**The problem**
All of the data needs to be printed again, exactly as written.

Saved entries
• • • • • • •

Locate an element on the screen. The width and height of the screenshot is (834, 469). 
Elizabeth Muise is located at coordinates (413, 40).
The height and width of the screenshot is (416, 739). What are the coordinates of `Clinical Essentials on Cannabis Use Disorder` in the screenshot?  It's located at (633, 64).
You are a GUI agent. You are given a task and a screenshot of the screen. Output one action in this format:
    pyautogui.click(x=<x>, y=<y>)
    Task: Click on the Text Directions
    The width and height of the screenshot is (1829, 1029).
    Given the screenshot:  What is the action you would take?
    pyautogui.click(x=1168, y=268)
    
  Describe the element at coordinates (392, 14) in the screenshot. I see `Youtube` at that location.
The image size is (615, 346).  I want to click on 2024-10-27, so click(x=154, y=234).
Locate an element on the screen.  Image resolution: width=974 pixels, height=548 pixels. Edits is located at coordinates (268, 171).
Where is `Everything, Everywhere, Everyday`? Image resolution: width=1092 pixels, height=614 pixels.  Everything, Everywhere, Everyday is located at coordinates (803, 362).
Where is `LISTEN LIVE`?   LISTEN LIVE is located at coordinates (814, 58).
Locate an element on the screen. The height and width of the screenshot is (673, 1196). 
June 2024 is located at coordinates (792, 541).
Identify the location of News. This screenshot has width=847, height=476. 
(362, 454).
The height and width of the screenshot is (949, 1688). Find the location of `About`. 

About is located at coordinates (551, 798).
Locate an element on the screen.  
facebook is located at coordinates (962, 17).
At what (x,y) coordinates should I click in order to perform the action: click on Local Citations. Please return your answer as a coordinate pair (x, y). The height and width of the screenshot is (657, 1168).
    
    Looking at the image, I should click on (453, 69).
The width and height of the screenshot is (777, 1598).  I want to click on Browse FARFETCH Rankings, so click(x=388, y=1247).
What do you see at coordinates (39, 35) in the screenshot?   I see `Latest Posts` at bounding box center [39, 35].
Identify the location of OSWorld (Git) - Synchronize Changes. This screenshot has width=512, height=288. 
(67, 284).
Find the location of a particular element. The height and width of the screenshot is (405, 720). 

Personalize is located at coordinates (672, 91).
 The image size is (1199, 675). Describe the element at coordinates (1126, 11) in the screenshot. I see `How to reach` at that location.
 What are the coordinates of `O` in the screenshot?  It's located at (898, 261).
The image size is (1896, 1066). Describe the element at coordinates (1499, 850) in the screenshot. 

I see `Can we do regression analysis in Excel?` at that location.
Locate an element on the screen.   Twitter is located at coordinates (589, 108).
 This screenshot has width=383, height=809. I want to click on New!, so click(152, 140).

• • • • • • •

**Your response**
Locate an element on the screen. The width and height of the screenshot is (834, 469). 
Elizabeth Muise is located at coordinates (413, 40).
The height and width of the screenshot is (416, 739). What are the coordinates of `Clinical Essentials on Cannabis Use Disorder` in the screenshot?  It's located at (633, 64).
You are a GUI agent. You are given a task and a screenshot of the screen. Output one action in this format:
    pyautogui.click(x=<x>, y=<y>)
    Task: Click on the Text Directions
    The width and height of the screenshot is (1829, 1029).
    Given the screenshot:  What is the action you would take?
    pyautogui.click(x=1168, y=268)
    
  Describe the element at coordinates (392, 14) in the screenshot. I see `Youtube` at that location.
The image size is (615, 346).  I want to click on 2024-10-27, so click(x=154, y=234).
Locate an element on the screen.  Image resolution: width=974 pixels, height=548 pixels. Edits is located at coordinates (268, 171).
Where is `Everything, Everywhere, Everyday`? Image resolution: width=1092 pixels, height=614 pixels.  Everything, Everywhere, Everyday is located at coordinates (803, 362).
Where is `LISTEN LIVE`?   LISTEN LIVE is located at coordinates (814, 58).
Locate an element on the screen. The height and width of the screenshot is (673, 1196). 
June 2024 is located at coordinates (792, 541).
Identify the location of News. This screenshot has width=847, height=476. 
(362, 454).
The height and width of the screenshot is (949, 1688). Find the location of `About`. 

About is located at coordinates (551, 798).
Locate an element on the screen.  
facebook is located at coordinates (962, 17).
At what (x,y) coordinates should I click in order to perform the action: click on Local Citations. Please return your answer as a coordinate pair (x, y). The height and width of the screenshot is (657, 1168).
    
    Looking at the image, I should click on (453, 69).
The width and height of the screenshot is (777, 1598).  I want to click on Browse FARFETCH Rankings, so click(x=388, y=1247).
What do you see at coordinates (39, 35) in the screenshot?   I see `Latest Posts` at bounding box center [39, 35].
Identify the location of OSWorld (Git) - Synchronize Changes. This screenshot has width=512, height=288. 
(67, 284).
Find the location of a particular element. The height and width of the screenshot is (405, 720). 

Personalize is located at coordinates (672, 91).
 The image size is (1199, 675). Describe the element at coordinates (1126, 11) in the screenshot. I see `How to reach` at that location.
 What are the coordinates of `O` in the screenshot?  It's located at (898, 261).
The image size is (1896, 1066). Describe the element at coordinates (1499, 850) in the screenshot. 

I see `Can we do regression analysis in Excel?` at that location.
Locate an element on the screen.   Twitter is located at coordinates (589, 108).
 This screenshot has width=383, height=809. I want to click on New!, so click(152, 140).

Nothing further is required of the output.